- Problem: Your job is to copy all the entries precisely as they stand.
***** Data shown
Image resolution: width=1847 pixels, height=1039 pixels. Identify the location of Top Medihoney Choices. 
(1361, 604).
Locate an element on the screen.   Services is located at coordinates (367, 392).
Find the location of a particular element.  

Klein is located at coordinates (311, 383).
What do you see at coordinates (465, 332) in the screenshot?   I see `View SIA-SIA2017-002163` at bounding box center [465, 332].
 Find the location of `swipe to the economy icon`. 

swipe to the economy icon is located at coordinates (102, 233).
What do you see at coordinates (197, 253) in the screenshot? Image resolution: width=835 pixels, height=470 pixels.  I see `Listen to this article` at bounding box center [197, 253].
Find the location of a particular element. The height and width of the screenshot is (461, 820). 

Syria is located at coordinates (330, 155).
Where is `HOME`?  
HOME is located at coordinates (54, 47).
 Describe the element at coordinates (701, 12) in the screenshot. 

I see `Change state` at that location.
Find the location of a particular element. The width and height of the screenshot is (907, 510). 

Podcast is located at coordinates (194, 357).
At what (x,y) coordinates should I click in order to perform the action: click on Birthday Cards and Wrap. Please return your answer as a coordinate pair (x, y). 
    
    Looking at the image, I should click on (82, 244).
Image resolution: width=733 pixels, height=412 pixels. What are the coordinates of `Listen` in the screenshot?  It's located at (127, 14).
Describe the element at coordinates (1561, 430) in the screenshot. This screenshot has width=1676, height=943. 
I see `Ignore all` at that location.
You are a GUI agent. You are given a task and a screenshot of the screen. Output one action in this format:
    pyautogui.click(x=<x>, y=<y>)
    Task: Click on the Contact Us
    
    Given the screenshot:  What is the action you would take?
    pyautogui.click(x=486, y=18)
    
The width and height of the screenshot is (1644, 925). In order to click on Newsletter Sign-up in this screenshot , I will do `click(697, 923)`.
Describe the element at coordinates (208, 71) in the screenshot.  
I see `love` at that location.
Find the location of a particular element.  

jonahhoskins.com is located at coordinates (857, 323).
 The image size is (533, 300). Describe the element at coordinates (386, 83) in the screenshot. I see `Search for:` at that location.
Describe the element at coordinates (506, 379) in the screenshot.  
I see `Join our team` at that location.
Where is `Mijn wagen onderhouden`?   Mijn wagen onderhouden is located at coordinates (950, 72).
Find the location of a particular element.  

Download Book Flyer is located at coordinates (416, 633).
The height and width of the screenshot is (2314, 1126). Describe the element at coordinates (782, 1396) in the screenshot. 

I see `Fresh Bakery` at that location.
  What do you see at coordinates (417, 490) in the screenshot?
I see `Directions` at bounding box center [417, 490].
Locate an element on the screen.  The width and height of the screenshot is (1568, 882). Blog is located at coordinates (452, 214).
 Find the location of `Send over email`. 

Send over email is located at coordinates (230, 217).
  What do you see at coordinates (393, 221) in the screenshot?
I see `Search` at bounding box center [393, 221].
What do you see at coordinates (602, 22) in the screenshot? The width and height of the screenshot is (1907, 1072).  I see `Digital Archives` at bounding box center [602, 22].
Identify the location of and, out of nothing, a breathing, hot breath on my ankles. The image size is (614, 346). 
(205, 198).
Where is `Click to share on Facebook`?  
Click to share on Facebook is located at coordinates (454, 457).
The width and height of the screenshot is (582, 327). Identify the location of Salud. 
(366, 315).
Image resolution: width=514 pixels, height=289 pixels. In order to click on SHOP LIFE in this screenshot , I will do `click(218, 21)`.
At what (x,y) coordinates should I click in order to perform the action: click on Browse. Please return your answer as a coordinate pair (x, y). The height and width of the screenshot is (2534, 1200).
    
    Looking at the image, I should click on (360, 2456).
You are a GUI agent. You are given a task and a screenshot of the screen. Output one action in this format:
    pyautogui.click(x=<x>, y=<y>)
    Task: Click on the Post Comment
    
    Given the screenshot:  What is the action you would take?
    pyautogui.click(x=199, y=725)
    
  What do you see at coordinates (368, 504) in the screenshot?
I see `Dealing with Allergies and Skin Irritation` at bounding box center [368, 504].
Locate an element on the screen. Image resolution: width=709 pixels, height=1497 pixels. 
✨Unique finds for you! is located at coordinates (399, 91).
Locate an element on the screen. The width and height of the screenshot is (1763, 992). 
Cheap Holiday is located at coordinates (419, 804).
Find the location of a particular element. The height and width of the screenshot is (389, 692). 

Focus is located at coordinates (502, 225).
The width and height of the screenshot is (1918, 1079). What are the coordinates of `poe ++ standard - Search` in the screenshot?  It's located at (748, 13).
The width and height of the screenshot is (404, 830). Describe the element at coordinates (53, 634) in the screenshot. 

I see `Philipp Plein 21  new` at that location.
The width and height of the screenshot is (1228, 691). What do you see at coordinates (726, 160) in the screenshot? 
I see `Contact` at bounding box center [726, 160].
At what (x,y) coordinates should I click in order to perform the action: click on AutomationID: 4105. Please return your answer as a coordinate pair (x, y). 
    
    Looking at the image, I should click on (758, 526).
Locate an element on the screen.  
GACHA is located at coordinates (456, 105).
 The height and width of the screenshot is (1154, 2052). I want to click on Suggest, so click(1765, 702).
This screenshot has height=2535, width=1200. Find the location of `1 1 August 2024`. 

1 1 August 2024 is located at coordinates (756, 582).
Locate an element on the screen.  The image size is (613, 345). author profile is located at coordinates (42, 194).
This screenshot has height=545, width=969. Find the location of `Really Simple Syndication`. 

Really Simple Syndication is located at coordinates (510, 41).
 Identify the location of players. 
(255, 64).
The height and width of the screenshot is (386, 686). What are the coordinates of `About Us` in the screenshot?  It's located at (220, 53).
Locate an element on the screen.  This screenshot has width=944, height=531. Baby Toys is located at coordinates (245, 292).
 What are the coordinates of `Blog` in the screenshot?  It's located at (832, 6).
**********
- Task result:
Image resolution: width=1847 pixels, height=1039 pixels. Identify the location of Top Medihoney Choices. 
(1361, 604).
Locate an element on the screen.   Services is located at coordinates (367, 392).
Find the location of a particular element.  

Klein is located at coordinates (311, 383).
What do you see at coordinates (465, 332) in the screenshot?   I see `View SIA-SIA2017-002163` at bounding box center [465, 332].
 Find the location of `swipe to the economy icon`. 

swipe to the economy icon is located at coordinates (102, 233).
What do you see at coordinates (197, 253) in the screenshot? Image resolution: width=835 pixels, height=470 pixels.  I see `Listen to this article` at bounding box center [197, 253].
Find the location of a particular element. The height and width of the screenshot is (461, 820). 

Syria is located at coordinates (330, 155).
Where is `HOME`?  
HOME is located at coordinates (54, 47).
 Describe the element at coordinates (701, 12) in the screenshot. 

I see `Change state` at that location.
Find the location of a particular element. The width and height of the screenshot is (907, 510). 

Podcast is located at coordinates (194, 357).
At what (x,y) coordinates should I click in order to perform the action: click on Birthday Cards and Wrap. Please return your answer as a coordinate pair (x, y). 
    
    Looking at the image, I should click on (82, 244).
Image resolution: width=733 pixels, height=412 pixels. What are the coordinates of `Listen` in the screenshot?  It's located at (127, 14).
Describe the element at coordinates (1561, 430) in the screenshot. This screenshot has width=1676, height=943. 
I see `Ignore all` at that location.
You are a GUI agent. You are given a task and a screenshot of the screen. Output one action in this format:
    pyautogui.click(x=<x>, y=<y>)
    Task: Click on the Contact Us
    
    Given the screenshot:  What is the action you would take?
    pyautogui.click(x=486, y=18)
    
The width and height of the screenshot is (1644, 925). In order to click on Newsletter Sign-up in this screenshot , I will do `click(697, 923)`.
Describe the element at coordinates (208, 71) in the screenshot.  
I see `love` at that location.
Find the location of a particular element.  

jonahhoskins.com is located at coordinates (857, 323).
 The image size is (533, 300). Describe the element at coordinates (386, 83) in the screenshot. I see `Search for:` at that location.
Describe the element at coordinates (506, 379) in the screenshot.  
I see `Join our team` at that location.
Where is `Mijn wagen onderhouden`?   Mijn wagen onderhouden is located at coordinates (950, 72).
Find the location of a particular element.  

Download Book Flyer is located at coordinates (416, 633).
The height and width of the screenshot is (2314, 1126). Describe the element at coordinates (782, 1396) in the screenshot. 

I see `Fresh Bakery` at that location.
  What do you see at coordinates (417, 490) in the screenshot?
I see `Directions` at bounding box center [417, 490].
Locate an element on the screen.  The width and height of the screenshot is (1568, 882). Blog is located at coordinates (452, 214).
 Find the location of `Send over email`. 

Send over email is located at coordinates (230, 217).
  What do you see at coordinates (393, 221) in the screenshot?
I see `Search` at bounding box center [393, 221].
What do you see at coordinates (602, 22) in the screenshot? The width and height of the screenshot is (1907, 1072).  I see `Digital Archives` at bounding box center [602, 22].
Identify the location of and, out of nothing, a breathing, hot breath on my ankles. The image size is (614, 346). 
(205, 198).
Where is `Click to share on Facebook`?  
Click to share on Facebook is located at coordinates (454, 457).
The width and height of the screenshot is (582, 327). Identify the location of Salud. 
(366, 315).
Image resolution: width=514 pixels, height=289 pixels. In order to click on SHOP LIFE in this screenshot , I will do `click(218, 21)`.
At what (x,y) coordinates should I click in order to perform the action: click on Browse. Please return your answer as a coordinate pair (x, y). The height and width of the screenshot is (2534, 1200).
    
    Looking at the image, I should click on (360, 2456).
You are a GUI agent. You are given a task and a screenshot of the screen. Output one action in this format:
    pyautogui.click(x=<x>, y=<y>)
    Task: Click on the Post Comment
    
    Given the screenshot:  What is the action you would take?
    pyautogui.click(x=199, y=725)
    
  What do you see at coordinates (368, 504) in the screenshot?
I see `Dealing with Allergies and Skin Irritation` at bounding box center [368, 504].
Locate an element on the screen. Image resolution: width=709 pixels, height=1497 pixels. 
✨Unique finds for you! is located at coordinates (399, 91).
Locate an element on the screen. The width and height of the screenshot is (1763, 992). 
Cheap Holiday is located at coordinates (419, 804).
Find the location of a particular element. The height and width of the screenshot is (389, 692). 

Focus is located at coordinates (502, 225).
The width and height of the screenshot is (1918, 1079). What are the coordinates of `poe ++ standard - Search` in the screenshot?  It's located at (748, 13).
The width and height of the screenshot is (404, 830). Describe the element at coordinates (53, 634) in the screenshot. 

I see `Philipp Plein 21  new` at that location.
The width and height of the screenshot is (1228, 691). What do you see at coordinates (726, 160) in the screenshot? 
I see `Contact` at bounding box center [726, 160].
At what (x,y) coordinates should I click in order to perform the action: click on AutomationID: 4105. Please return your answer as a coordinate pair (x, y). 
    
    Looking at the image, I should click on (758, 526).
Locate an element on the screen.  
GACHA is located at coordinates (456, 105).
 The height and width of the screenshot is (1154, 2052). I want to click on Suggest, so click(1765, 702).
This screenshot has height=2535, width=1200. Find the location of `1 1 August 2024`. 

1 1 August 2024 is located at coordinates (756, 582).
Locate an element on the screen.  The image size is (613, 345). author profile is located at coordinates (42, 194).
This screenshot has height=545, width=969. Find the location of `Really Simple Syndication`. 

Really Simple Syndication is located at coordinates (510, 41).
 Identify the location of players. 
(255, 64).
The height and width of the screenshot is (386, 686). What are the coordinates of `About Us` in the screenshot?  It's located at (220, 53).
Locate an element on the screen.  This screenshot has width=944, height=531. Baby Toys is located at coordinates (245, 292).
 What are the coordinates of `Blog` in the screenshot?  It's located at (832, 6).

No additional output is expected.